Fucked would probably be the best adjective Sam could give this scenario.
They were fucked. There was no one left—behind or otherwise.
IT wasn’t just fear that tore at Phoebe—it was a shredding, screaming pain, crawling all over her body—upward until her scalp was on fire. Yet, she clung. Who was this man Nina clearly knew? How could she possibly keep them from pulling the triggers of those guns she knew they had trained on them. On Sam.
Her hands blindly grabbed at the interior walls of the closet; her fist went to her mouth to keep the howling scream from pushing its way out of her throat at bay.
Realization crashed around her. This was it. Wha
t was happening to her right now was what had happened to Meredith and Alice and Raymond Schaeffer.
But it was going to happen before she got Penny to safety.
No. No. It would not. By all that was holy, she would stop this. Think, Phoebe—think. Surely there’s a soap opera scenario you can call on.
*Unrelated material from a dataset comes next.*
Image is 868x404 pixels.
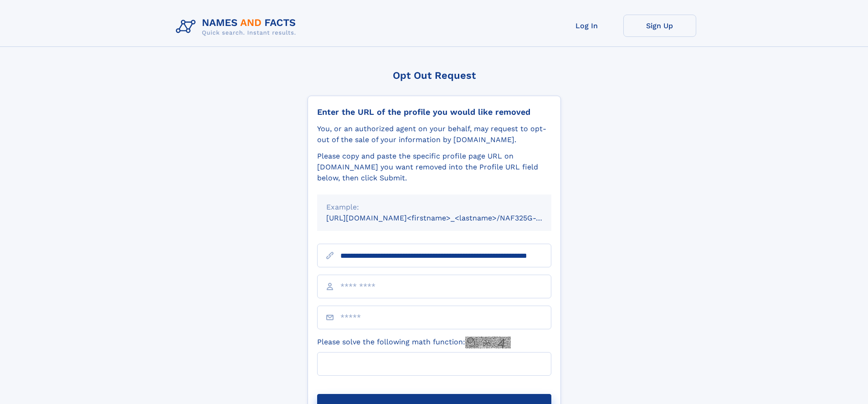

Think, damn you. What would the great Leticia Halloway from Eagle’s Crest do?
“SO I guess you want to know who I am and what I’ve been up to?” the blond man asked. “I’d only consider that a fair request. After all, I will be the one to help you meet and greet with your maker. Clearly, you should have a name to grudge on. Nina and I know each other, er, socially,” he said with clear disdain. “But we’ll get to that later. So for now, shut up. Got that?” He winked at her.
Nina grunted, but Darnell held her fast, pulling her to his padded side.
Nina knew him? All this time and it was someone the women of OOPS knew?
He ran the tip of his finger along the top of the gun with a sensuous pass, like it was his lover. “First, the why, and I’ll be brief. Not long ago, maybe four years or so, my world fell apart. I blame one person, and one person alone. That person will, along with all of you, die a heinous death. Much like the ones I’ve already doled out to that CIA agent Meredith, who was foolish enough to think she could stop me and save my test subjects.”
He spread his arms wide, the crinkle of his lab coat shredding Sam’s eardrums. “This is Project Eternal. A project that was four years in the making. Four years of hatred for one woman who took everything from me. Now, some would call me diabolical or crazy—whichever adjective most makes you comfortable. I just call me awesome sauce. But I can’t take all the credit. I didn’t do this alone. I had help from someone who almost hates this person as much as I do. Almost. Though, she only lost some silly man over what happened. But a grudge is a grudge—no matter the source. Some of us seek retribution out of scorn—and others, others like me? They seek it out of revenge.”